Friday, 20 July 2007

School's Out Forever

Today against a conscientious backdrop of the artist drawing a kind of viral cornucopia of elegant and spidery images on absolutely everything - cards and T-shirts and frames and books - which are then meticulously wrapped in simple brown paper and taken generously as end-of-term gifts to teachers and helpers alike at our local under-funded primary school, I work briefly, possibly indulgently, on a small chapter where shortly after the Soviet withdrawal a former Afghan warlord complains to the British miles away in Jordan - with a kind of clumsy assertiveness - about American training and funding of Saudis in his own back yard, reminding me in the process that even with the ingenuity or inventiveness of art or craft, though in my case inadequately written words, there’s still no real match to reality, especially where issues such as Afghanistan are concerned, where truth really is stranger than fiction. But maybe that’s why I like the artist so much. Her work is locked in a kind of super-reality in which everything is true and yet certain characteristics of the so-called truth are mixed with stridently and beautifully provided alternatives. Let’s not be too unrealistic, she seems to be saying with some of her well worked pieces, but we don’t need to look at the world this way when for example we can look at it like that. In fiction – something I really don’t have much experience of – you can’t just rewrite the facts, can you? Not casually; not when it comes to real deaths, surely. Or maybe I'm just showing my inexperience. Anyway, in a culture where solutions groan, I like to think of the artist here lending a kind of grave optimism to proceedings, though I sometimes fear my own hunger for things like news – though I am not really a journalist either - has been counter-productive to a purer form of imagination on her part, arrogant though it seems for me to think I can impose myself anyway on someone so attractively independent. At least I know the teachers and helpers at the local primary school are taken care of with T-shirts and the like now. Maybe one can concentrate on the Afghan. I hope he survives. I really do. In his defence, he didn’t ask to be invaded by the Soviets. Anyway, the artist is now placing our 7 year-old daughter’s long blonde hair into sixteen plaits. See what I mean? Relentless. Creative. Real to the end.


▸ **Activity**: From the entries below, copy out all lines holding "production".
============================================================
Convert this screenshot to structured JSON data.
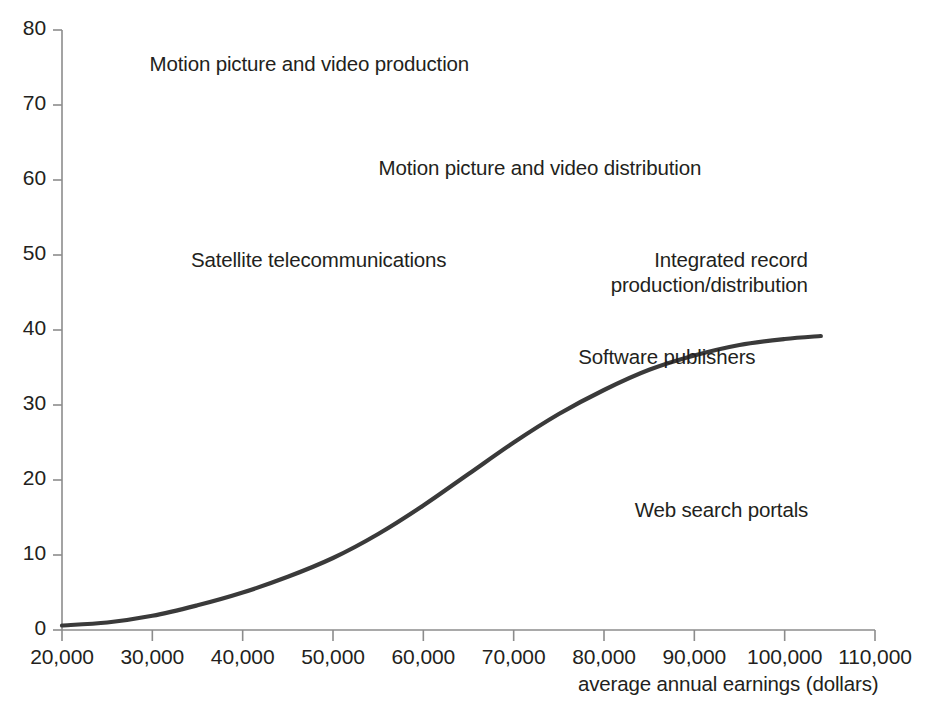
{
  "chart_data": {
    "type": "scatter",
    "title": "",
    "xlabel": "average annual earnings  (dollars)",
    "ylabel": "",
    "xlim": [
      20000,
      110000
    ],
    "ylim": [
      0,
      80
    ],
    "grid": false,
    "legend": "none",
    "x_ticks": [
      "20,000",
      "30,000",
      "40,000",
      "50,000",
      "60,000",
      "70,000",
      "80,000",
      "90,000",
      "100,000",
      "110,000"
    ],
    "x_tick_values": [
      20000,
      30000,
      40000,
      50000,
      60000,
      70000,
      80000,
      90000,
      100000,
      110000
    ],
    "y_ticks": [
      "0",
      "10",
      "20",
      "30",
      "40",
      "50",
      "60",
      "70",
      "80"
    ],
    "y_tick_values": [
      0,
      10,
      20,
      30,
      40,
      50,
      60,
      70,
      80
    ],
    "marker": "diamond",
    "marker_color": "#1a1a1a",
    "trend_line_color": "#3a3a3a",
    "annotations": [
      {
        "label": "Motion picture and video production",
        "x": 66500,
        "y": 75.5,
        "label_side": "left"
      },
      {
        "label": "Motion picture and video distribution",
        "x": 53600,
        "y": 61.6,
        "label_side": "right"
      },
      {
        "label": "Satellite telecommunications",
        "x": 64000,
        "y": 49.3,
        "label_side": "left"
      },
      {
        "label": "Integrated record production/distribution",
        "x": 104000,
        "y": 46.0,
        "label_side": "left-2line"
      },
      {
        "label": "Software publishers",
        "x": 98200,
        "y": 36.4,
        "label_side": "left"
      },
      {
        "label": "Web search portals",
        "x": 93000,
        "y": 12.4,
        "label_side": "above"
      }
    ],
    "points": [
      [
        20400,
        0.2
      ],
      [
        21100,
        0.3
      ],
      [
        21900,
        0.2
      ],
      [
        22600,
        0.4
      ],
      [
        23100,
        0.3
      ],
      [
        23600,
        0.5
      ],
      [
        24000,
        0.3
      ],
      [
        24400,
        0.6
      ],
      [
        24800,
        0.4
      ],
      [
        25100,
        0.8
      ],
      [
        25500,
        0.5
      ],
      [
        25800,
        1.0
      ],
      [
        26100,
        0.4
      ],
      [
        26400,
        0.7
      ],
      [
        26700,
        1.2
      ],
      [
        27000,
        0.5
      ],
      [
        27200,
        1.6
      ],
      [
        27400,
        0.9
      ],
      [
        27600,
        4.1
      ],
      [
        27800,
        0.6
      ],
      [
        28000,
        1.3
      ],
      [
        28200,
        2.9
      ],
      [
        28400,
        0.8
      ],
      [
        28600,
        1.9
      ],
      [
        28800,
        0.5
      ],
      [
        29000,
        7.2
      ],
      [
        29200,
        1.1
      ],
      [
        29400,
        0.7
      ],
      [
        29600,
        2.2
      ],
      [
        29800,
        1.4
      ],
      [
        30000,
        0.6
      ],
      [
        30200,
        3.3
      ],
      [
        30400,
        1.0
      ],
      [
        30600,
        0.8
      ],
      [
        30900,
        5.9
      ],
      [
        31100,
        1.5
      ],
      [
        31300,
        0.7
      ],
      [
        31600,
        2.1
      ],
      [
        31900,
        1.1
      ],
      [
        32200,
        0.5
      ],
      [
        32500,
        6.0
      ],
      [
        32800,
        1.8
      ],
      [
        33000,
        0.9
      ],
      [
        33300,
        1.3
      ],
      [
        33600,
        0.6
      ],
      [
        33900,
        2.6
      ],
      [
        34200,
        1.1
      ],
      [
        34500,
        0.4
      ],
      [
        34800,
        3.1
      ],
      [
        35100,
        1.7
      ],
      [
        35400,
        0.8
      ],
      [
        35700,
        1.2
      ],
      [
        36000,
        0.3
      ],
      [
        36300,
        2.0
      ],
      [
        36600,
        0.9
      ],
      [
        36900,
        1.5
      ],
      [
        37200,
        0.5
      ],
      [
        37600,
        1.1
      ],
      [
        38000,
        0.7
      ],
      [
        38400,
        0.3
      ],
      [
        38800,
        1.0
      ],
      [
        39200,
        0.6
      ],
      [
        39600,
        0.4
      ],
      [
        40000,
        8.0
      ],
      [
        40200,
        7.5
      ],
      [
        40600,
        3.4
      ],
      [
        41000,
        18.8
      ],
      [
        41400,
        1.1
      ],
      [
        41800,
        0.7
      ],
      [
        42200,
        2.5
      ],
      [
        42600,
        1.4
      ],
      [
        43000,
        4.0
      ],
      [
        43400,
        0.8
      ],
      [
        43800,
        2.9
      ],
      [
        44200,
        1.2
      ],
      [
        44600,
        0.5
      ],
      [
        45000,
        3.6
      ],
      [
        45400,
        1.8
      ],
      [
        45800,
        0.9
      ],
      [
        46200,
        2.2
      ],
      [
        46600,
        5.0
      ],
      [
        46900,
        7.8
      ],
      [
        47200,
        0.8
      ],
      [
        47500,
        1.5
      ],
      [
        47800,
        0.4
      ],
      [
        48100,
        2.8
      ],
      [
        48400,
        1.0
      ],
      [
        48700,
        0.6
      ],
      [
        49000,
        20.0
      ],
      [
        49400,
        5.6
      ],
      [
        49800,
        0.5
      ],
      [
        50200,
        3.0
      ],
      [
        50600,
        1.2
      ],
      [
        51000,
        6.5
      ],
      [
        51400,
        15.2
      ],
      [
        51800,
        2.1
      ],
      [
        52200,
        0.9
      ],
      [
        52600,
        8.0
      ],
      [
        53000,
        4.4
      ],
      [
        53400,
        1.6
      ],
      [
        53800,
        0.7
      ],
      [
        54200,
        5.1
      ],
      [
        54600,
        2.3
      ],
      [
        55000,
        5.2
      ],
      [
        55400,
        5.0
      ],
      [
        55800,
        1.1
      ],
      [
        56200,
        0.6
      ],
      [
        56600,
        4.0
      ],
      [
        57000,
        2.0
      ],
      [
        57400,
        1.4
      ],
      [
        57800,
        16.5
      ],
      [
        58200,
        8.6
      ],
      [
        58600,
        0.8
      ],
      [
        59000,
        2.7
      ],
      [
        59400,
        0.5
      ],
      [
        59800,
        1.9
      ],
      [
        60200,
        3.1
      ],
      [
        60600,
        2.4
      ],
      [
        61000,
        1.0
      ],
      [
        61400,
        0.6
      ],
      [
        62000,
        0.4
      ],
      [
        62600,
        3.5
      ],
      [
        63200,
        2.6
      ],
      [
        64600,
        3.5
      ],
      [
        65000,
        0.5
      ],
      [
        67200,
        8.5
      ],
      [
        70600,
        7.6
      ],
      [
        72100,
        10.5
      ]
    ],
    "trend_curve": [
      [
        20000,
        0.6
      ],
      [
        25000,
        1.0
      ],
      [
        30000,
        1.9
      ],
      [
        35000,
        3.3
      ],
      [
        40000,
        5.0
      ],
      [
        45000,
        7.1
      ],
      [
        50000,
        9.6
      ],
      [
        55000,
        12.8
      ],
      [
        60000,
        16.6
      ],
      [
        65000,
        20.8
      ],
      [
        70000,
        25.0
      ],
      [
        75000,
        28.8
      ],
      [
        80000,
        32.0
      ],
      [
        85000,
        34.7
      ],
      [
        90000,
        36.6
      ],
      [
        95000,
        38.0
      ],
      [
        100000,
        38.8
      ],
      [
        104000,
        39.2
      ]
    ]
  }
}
============================================================
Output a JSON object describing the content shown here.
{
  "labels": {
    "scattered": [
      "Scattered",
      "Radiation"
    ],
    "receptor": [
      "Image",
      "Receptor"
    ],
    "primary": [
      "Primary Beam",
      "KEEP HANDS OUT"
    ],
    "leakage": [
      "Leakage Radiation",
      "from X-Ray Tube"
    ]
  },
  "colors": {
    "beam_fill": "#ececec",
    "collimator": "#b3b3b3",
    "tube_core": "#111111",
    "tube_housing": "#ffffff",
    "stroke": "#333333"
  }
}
============================================================
▸ **Result of this task**:
        "label": "Motion picture and video production",
        "label": "Integrated record production/distribution",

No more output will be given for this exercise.